On my way back from an amazing weekend of riding my mountain bike in the Tuli block on the SA/Zim/Botswana border, I passed a number of hunting farms on the endless straight road to Alldays. It got me thinking about the old debate about the merits of hunting, its role in conservation and the kind of people that want to pay big money to hammer a chunk of lead into a fellow being.
At the outset, let me say that I am fully aware that to hunt for food is perhaps many times more noble than the cowardly purchasing of that trimmed and packed beef fillet from your nearest Woolies. When you hunt for your meat, you cannot hide from the death that is required and that we are so perfectly shielded from in our modern lives of convenience. I will not dig further into this aspect except to say that even a sense of pleasure from the kill could be justified when the result is food on the table. We are predators, as evidenced by our teeth and the fact that our eyes are on the front of our face and not the sides - we stalk prey looking straight ahead.
My beef, so to speak, is with hunters that hunt to put trophies on their wall. Presumably, this means that they wish to make a statement about their courage, their cunning and their power over all beasts. They will tell you that it requires many hours of walking, lying still and sometimes coming home empty handed...doesn't sound like a whole bag of awful suffering to me! Sounds a lot like a game of golf to be honest.

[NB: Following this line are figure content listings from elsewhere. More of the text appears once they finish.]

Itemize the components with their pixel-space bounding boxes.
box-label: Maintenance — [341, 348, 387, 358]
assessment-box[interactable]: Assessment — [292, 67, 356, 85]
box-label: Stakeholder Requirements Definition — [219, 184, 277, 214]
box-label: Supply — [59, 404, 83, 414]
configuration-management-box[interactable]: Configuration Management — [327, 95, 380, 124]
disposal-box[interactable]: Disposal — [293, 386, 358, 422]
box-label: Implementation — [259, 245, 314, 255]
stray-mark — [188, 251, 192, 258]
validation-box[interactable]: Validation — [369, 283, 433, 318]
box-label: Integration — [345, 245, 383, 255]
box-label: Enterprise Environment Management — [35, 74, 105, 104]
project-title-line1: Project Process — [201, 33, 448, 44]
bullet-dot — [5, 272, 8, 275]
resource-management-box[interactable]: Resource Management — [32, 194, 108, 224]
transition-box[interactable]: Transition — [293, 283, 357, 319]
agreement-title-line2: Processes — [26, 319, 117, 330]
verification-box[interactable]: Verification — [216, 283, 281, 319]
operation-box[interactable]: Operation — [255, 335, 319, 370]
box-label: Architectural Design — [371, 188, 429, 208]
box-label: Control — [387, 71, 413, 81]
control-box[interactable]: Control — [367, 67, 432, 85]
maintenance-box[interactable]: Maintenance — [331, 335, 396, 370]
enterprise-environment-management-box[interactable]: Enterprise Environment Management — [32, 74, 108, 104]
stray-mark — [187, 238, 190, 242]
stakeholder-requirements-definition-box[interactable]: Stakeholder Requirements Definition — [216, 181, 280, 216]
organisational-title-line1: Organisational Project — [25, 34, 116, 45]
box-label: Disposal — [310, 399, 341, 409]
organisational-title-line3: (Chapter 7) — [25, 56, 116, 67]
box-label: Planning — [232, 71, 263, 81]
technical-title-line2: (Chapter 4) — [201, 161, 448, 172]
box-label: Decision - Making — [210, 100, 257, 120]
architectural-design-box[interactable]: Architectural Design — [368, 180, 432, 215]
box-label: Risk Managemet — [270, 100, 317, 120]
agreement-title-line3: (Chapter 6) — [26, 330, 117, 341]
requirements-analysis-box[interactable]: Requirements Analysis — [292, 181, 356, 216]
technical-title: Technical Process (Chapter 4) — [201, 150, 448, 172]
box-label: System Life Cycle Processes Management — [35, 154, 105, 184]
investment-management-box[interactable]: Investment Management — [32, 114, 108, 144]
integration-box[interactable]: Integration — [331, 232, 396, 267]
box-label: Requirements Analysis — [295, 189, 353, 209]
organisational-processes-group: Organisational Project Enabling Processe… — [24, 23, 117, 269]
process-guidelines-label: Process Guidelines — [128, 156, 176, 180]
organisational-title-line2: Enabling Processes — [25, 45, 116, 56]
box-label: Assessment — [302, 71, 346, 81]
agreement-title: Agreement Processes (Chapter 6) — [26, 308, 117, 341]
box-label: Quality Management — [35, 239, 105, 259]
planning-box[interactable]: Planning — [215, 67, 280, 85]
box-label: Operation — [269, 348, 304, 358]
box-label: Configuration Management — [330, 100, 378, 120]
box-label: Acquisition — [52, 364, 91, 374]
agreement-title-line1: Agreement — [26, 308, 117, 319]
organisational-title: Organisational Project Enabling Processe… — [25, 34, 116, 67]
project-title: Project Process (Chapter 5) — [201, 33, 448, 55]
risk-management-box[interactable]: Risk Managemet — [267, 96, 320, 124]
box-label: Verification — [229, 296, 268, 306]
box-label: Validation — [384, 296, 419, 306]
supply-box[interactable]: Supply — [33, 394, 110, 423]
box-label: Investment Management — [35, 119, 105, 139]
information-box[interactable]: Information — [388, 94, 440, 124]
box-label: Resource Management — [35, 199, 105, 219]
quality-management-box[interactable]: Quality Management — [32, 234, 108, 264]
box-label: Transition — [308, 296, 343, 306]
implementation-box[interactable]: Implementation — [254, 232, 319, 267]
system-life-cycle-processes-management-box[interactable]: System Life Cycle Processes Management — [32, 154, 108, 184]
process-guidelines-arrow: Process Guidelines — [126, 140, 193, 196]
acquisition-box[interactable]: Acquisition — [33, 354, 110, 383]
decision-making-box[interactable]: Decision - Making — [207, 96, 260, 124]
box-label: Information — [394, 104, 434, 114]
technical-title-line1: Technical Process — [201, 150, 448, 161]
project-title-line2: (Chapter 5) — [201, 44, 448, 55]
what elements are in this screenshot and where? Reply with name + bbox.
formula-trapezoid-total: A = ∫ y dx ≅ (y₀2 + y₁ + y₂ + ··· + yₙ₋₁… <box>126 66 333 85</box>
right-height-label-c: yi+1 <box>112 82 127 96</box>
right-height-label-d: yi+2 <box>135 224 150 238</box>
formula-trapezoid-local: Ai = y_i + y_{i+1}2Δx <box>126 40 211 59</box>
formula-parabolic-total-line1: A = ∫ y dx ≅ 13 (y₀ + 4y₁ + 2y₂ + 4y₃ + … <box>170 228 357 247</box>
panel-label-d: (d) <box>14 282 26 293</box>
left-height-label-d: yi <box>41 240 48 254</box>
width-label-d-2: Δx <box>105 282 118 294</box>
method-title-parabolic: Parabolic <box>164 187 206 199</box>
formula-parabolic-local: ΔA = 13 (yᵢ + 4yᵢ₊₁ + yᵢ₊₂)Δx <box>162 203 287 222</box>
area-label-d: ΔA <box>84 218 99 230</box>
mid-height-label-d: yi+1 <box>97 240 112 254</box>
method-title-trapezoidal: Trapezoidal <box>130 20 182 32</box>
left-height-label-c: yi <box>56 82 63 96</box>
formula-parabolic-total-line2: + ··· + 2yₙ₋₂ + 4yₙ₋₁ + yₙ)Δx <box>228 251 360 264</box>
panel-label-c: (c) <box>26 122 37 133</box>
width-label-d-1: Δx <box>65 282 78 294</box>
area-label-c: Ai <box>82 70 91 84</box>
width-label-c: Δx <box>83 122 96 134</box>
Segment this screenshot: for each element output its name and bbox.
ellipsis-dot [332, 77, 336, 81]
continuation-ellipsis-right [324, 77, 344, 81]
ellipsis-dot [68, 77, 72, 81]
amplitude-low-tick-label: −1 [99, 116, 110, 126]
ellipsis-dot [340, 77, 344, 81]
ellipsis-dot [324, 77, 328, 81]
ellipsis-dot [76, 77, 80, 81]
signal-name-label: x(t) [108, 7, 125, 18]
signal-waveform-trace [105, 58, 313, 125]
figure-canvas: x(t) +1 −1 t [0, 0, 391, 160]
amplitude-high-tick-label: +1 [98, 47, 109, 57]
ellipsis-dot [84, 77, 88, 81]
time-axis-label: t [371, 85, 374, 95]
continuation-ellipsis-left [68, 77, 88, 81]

Once this justification of the hardship of the hunt has been shown up as weak at best, the trump card is usually to highlight how dangerous a wounded animal can be thereby implying the courage of the hunter to be out there pitting his wits against the savage beast with nothing but a 458 with high quality telescopic sights allowing accurate kill shots from hundreds of meters away. To this epic display of knightly bravery I would like to propose the following - if this is all about proving your courage, why not leave the gun at home, leave the professional hunter and the backup guns, leave the telescopic sights, pick up a knife and go out there pick a fight with a grumpy lion. Not so keen any more? No doubt that is because the chance of you winning the fight have dropped from roughly 99.99% to about 25% assuming you are an ace with a knife and don't flinch when that 250kg beast launches itself at you. Can you then really claim that shooting something like an elephant or a lion is an act of courage? I think not. The Masai kill lion with spears and the pygmies in the Congo attack and disembowel elephants with sharp blades by running underneath their bellies and cutting them open. They do this to protect their flocks and feed the village respectively and it doubles as a display of manliness.
So, by my estimate, if I was giving awards for the lion hunter of the year, it would go to a young Masai who walked out on his own to face an angry lion with nothing but his toothpick of a spear, his courage and his conviction. I don't see wealthy American and European hunters lining up to try and win my fictional award this way. Yet they insist on running the old courage line past us to justify their barbaric 'sport'. Shoot lions if you must, you insecure children, it adds money to the overall conservation effort, but please spare me the photos of you posing on the body of the culled animal, smiling like a triumphant buffoon who thinks he has proven his courage. All you have proven is your lack thereof. Congratulations, what a man, get stuffed!